There was no telling how long they walked. A moment and an eternity; under a sky shedding snow of the lightest kind – powder really – hardly ever seen in the city. It really was a special night. And all seemed empty as she led him down alleys and steps and along canals that, come summer, would be lime green with algae but were now ink-black and still. The breeze was slight but biting and blew snow across his thick brown hair and across her long muzzle.

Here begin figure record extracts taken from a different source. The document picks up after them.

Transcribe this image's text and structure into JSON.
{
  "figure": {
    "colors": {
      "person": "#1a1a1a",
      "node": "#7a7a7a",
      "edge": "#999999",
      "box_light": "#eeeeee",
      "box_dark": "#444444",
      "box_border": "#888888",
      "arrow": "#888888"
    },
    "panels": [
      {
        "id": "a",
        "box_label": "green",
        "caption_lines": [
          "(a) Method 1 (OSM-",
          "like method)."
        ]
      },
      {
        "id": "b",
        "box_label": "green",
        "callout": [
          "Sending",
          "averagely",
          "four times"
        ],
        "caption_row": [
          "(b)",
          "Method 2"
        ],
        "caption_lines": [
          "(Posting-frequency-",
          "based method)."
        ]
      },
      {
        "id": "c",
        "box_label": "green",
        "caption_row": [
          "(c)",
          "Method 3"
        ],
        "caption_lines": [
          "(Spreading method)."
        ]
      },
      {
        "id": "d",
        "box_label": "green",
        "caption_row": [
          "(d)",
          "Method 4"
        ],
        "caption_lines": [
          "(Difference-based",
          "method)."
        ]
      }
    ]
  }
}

Finally she paused outside a building site. A new build; the kind that would have interested him earlier that night, an aeon ago. Again, she stared at him with those cold candle-flame eyes but he didn’t shiver this time. Slipping through a gap in the metal mesh fence, she turned to him. Mute and insistent. He struggled through the loosely shackled gate. A tight fit. He tore his duffle on a loose piece of metal and then his hand on another. The thin line of blood which appeared on his hand filled the air with the scent of iron. She licked her lips and whined almost imperceptibly before turning to lead him across the scree of the building site. Bricks, and sand, and tiles, into the shell and up bare concrete stairs. He could hardly see but instinctively knew her footsteps and followed them closely.

At the top she twisted through a roofless room and led him out onto the naked scaffolding. She sat quite still for a long time surveying the landscape sprawled below them. She liked gentle nights like this. The lights of a plane flashed in the sky ahead, too high for the engines’ drone to reach them. She looked up at him one final time. He seemed to understand but at the last the full moon darted out from the thick cloud cover, drowning the landscape in viscous silver light. He hesitated for just a second and stared uncertainly at the tod.

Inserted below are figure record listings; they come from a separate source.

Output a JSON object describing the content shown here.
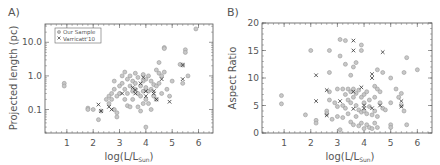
{
  "figure": {
    "panels": [
      {
        "label": "A)",
        "xlabel": "log(L/L",
        "xlabel_sub": "Sun",
        "xlabel_close": ")",
        "ylabel": "Projected length (pc)"
      },
      {
        "label": "B)",
        "xlabel": "log(L/L",
        "xlabel_sub": "Sun",
        "xlabel_close": ")",
        "ylabel": "Aspect Ratio"
      }
    ],
    "legend": {
      "items": [
        {
          "label": "Our Sample",
          "marker": "circle"
        },
        {
          "label": "Varricatt'10",
          "marker": "x"
        }
      ]
    },
    "colors": {
      "circle": "#999999",
      "x": "#333333",
      "axes": "#555555"
    }
  },
  "chart_data": [
    {
      "type": "scatter",
      "title": "A)",
      "xlabel": "log(L/L_Sun)",
      "ylabel": "Projected length (pc)",
      "xlim": [
        0.17,
        6.55
      ],
      "ylim": [
        0.02,
        35
      ],
      "yscale": "log",
      "xticks": [
        1,
        2,
        3,
        4,
        5,
        6
      ],
      "yticks": [
        {
          "v": 0.1,
          "label": "0.1"
        },
        {
          "v": 1.0,
          "label": "1.0"
        },
        {
          "v": 10.0,
          "label": "10.0"
        }
      ],
      "legend_position": "upper left",
      "series": [
        {
          "name": "Our Sample",
          "marker": "circle",
          "points": [
            [
              0.9,
              0.6
            ],
            [
              0.9,
              0.5
            ],
            [
              1.8,
              0.11
            ],
            [
              1.8,
              0.1
            ],
            [
              2.0,
              0.1
            ],
            [
              2.2,
              0.05
            ],
            [
              2.3,
              0.09
            ],
            [
              2.5,
              0.2
            ],
            [
              2.6,
              0.25
            ],
            [
              2.6,
              0.15
            ],
            [
              2.7,
              0.3
            ],
            [
              2.7,
              0.2
            ],
            [
              2.8,
              0.4
            ],
            [
              2.8,
              0.7
            ],
            [
              2.8,
              0.1
            ],
            [
              2.9,
              0.06
            ],
            [
              2.9,
              0.08
            ],
            [
              2.9,
              0.25
            ],
            [
              3.0,
              0.3
            ],
            [
              3.0,
              0.5
            ],
            [
              3.1,
              0.6
            ],
            [
              3.1,
              1.0
            ],
            [
              3.2,
              1.3
            ],
            [
              3.2,
              0.4
            ],
            [
              3.2,
              0.2
            ],
            [
              3.3,
              0.8
            ],
            [
              3.3,
              0.3
            ],
            [
              3.3,
              0.13
            ],
            [
              3.4,
              1.0
            ],
            [
              3.4,
              0.5
            ],
            [
              3.4,
              0.12
            ],
            [
              3.5,
              0.7
            ],
            [
              3.5,
              0.35
            ],
            [
              3.5,
              0.2
            ],
            [
              3.6,
              1.2
            ],
            [
              3.6,
              0.6
            ],
            [
              3.6,
              0.4
            ],
            [
              3.7,
              0.9
            ],
            [
              3.7,
              0.3
            ],
            [
              3.7,
              0.12
            ],
            [
              3.8,
              0.5
            ],
            [
              3.8,
              0.25
            ],
            [
              3.8,
              0.09
            ],
            [
              3.9,
              1.1
            ],
            [
              3.9,
              0.7
            ],
            [
              3.9,
              0.35
            ],
            [
              3.9,
              0.15
            ],
            [
              4.0,
              0.8
            ],
            [
              4.0,
              0.45
            ],
            [
              4.0,
              0.2
            ],
            [
              4.0,
              0.03
            ],
            [
              4.1,
              1.0
            ],
            [
              4.1,
              0.35
            ],
            [
              4.1,
              0.15
            ],
            [
              4.2,
              0.7
            ],
            [
              4.2,
              0.4
            ],
            [
              4.2,
              0.1
            ],
            [
              4.3,
              0.55
            ],
            [
              4.3,
              0.25
            ],
            [
              4.4,
              1.5
            ],
            [
              4.4,
              0.5
            ],
            [
              4.4,
              0.2
            ],
            [
              4.5,
              2.5
            ],
            [
              4.5,
              1.2
            ],
            [
              4.5,
              0.6
            ],
            [
              4.6,
              1.0
            ],
            [
              4.6,
              0.3
            ],
            [
              4.7,
              7.0
            ],
            [
              4.7,
              6.5
            ],
            [
              4.7,
              1.3
            ],
            [
              4.8,
              0.4
            ],
            [
              4.9,
              0.25
            ],
            [
              5.0,
              0.7
            ],
            [
              5.3,
              2.2
            ],
            [
              5.4,
              2.1
            ],
            [
              5.4,
              0.6
            ],
            [
              5.5,
              6.0
            ],
            [
              5.5,
              5.0
            ],
            [
              5.6,
              1.0
            ],
            [
              5.9,
              25.0
            ]
          ]
        },
        {
          "name": "Varricatt'10",
          "marker": "x",
          "points": [
            [
              2.2,
              0.14
            ],
            [
              2.3,
              0.09
            ],
            [
              2.6,
              0.12
            ],
            [
              2.7,
              0.1
            ],
            [
              3.1,
              0.3
            ],
            [
              3.5,
              0.45
            ],
            [
              3.6,
              0.38
            ],
            [
              3.6,
              0.3
            ],
            [
              3.8,
              0.6
            ],
            [
              3.9,
              0.9
            ],
            [
              4.0,
              0.35
            ],
            [
              4.0,
              0.25
            ],
            [
              4.3,
              0.35
            ],
            [
              4.3,
              0.3
            ],
            [
              4.4,
              0.2
            ],
            [
              4.6,
              0.8
            ],
            [
              4.9,
              0.17
            ],
            [
              5.4,
              0.8
            ],
            [
              5.4,
              2.1
            ]
          ]
        }
      ]
    },
    {
      "type": "scatter",
      "title": "B)",
      "xlabel": "log(L/L_Sun)",
      "ylabel": "Aspect Ratio",
      "xlim": [
        0.17,
        6.55
      ],
      "ylim": [
        0,
        20
      ],
      "xticks": [
        1,
        2,
        3,
        4,
        5,
        6
      ],
      "yticks": [
        0,
        5,
        10,
        15,
        20
      ],
      "series": [
        {
          "name": "Our Sample",
          "marker": "circle",
          "points": [
            [
              0.9,
              6.8
            ],
            [
              0.9,
              5.3
            ],
            [
              1.8,
              3.3
            ],
            [
              2.0,
              15.0
            ],
            [
              2.2,
              2.3
            ],
            [
              2.2,
              1.8
            ],
            [
              2.6,
              4.0
            ],
            [
              2.6,
              3.5
            ],
            [
              2.7,
              15.0
            ],
            [
              2.7,
              11.0
            ],
            [
              2.7,
              7.5
            ],
            [
              2.7,
              6.0
            ],
            [
              2.8,
              2.5
            ],
            [
              2.9,
              5.5
            ],
            [
              3.0,
              8.0
            ],
            [
              3.0,
              4.8
            ],
            [
              3.0,
              3.0
            ],
            [
              3.1,
              17.0
            ],
            [
              3.1,
              14.0
            ],
            [
              3.1,
              0.6
            ],
            [
              3.2,
              8.0
            ],
            [
              3.2,
              5.0
            ],
            [
              3.2,
              2.8
            ],
            [
              3.3,
              16.8
            ],
            [
              3.3,
              12.5
            ],
            [
              3.3,
              7.0
            ],
            [
              3.3,
              4.5
            ],
            [
              3.4,
              8.0
            ],
            [
              3.4,
              6.0
            ],
            [
              3.4,
              3.5
            ],
            [
              3.5,
              10.5
            ],
            [
              3.5,
              7.5
            ],
            [
              3.5,
              5.5
            ],
            [
              3.5,
              2.0
            ],
            [
              3.6,
              12.0
            ],
            [
              3.6,
              8.0
            ],
            [
              3.6,
              6.5
            ],
            [
              3.6,
              1.5
            ],
            [
              3.7,
              12.8
            ],
            [
              3.7,
              7.2
            ],
            [
              3.7,
              5.0
            ],
            [
              3.7,
              3.0
            ],
            [
              3.8,
              7.8
            ],
            [
              3.8,
              4.2
            ],
            [
              3.8,
              1.3
            ],
            [
              3.9,
              16.0
            ],
            [
              3.9,
              15.0
            ],
            [
              3.9,
              6.5
            ],
            [
              3.9,
              3.8
            ],
            [
              3.9,
              1.8
            ],
            [
              4.0,
              7.0
            ],
            [
              4.0,
              5.5
            ],
            [
              4.0,
              4.0
            ],
            [
              4.0,
              0.8
            ],
            [
              4.1,
              7.5
            ],
            [
              4.1,
              3.5
            ],
            [
              4.1,
              1.5
            ],
            [
              4.2,
              6.0
            ],
            [
              4.2,
              4.8
            ],
            [
              4.2,
              1.0
            ],
            [
              4.3,
              3.3
            ],
            [
              4.3,
              0.8
            ],
            [
              4.4,
              8.5
            ],
            [
              4.4,
              6.5
            ],
            [
              4.4,
              4.0
            ],
            [
              4.4,
              1.8
            ],
            [
              4.5,
              11.5
            ],
            [
              4.5,
              8.0
            ],
            [
              4.5,
              3.0
            ],
            [
              4.5,
              1.0
            ],
            [
              4.6,
              7.5
            ],
            [
              4.6,
              5.5
            ],
            [
              4.7,
              11.0
            ],
            [
              4.7,
              4.5
            ],
            [
              4.8,
              4.2
            ],
            [
              5.0,
              10.0
            ],
            [
              5.0,
              5.5
            ],
            [
              5.0,
              1.5
            ],
            [
              5.0,
              1.0
            ],
            [
              5.2,
              8.0
            ],
            [
              5.3,
              6.5
            ],
            [
              5.4,
              7.2
            ],
            [
              5.4,
              5.0
            ],
            [
              5.5,
              11.0
            ],
            [
              5.5,
              4.0
            ],
            [
              5.6,
              13.7
            ],
            [
              5.6,
              1.5
            ],
            [
              6.0,
              11.5
            ]
          ]
        },
        {
          "name": "Varricatt'10",
          "marker": "x",
          "points": [
            [
              2.2,
              10.5
            ],
            [
              2.2,
              5.8
            ],
            [
              2.6,
              7.8
            ],
            [
              2.6,
              3.2
            ],
            [
              3.1,
              5.8
            ],
            [
              3.6,
              16.8
            ],
            [
              3.6,
              15.0
            ],
            [
              3.6,
              7.5
            ],
            [
              3.6,
              4.4
            ],
            [
              3.9,
              8.3
            ],
            [
              4.0,
              5.0
            ],
            [
              4.0,
              4.5
            ],
            [
              4.3,
              10.7
            ],
            [
              4.3,
              10.0
            ],
            [
              4.3,
              4.5
            ],
            [
              4.6,
              5.0
            ],
            [
              4.7,
              14.7
            ],
            [
              5.4,
              5.8
            ],
            [
              5.4,
              4.8
            ]
          ]
        }
      ]
    }
  ]
}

She answered his question by pulling back her lips revealing her maw, all incisors and canines. Not a snarl, but a clever grin. Fat and satisfied. He turned from her and looked up. There was more snow coming but for now the breeze stilled and he took a deep breath. And as the moon disappeared back behind the snow clouds, he stepped off the edge.

Oso Jones has been translated from Australia to the UK, swapping one obscure academic field for another. He lives with his partner in one of the quieter parts of Islington. If not scribbling, he bakes bread, makes ice cream, and drinks tea.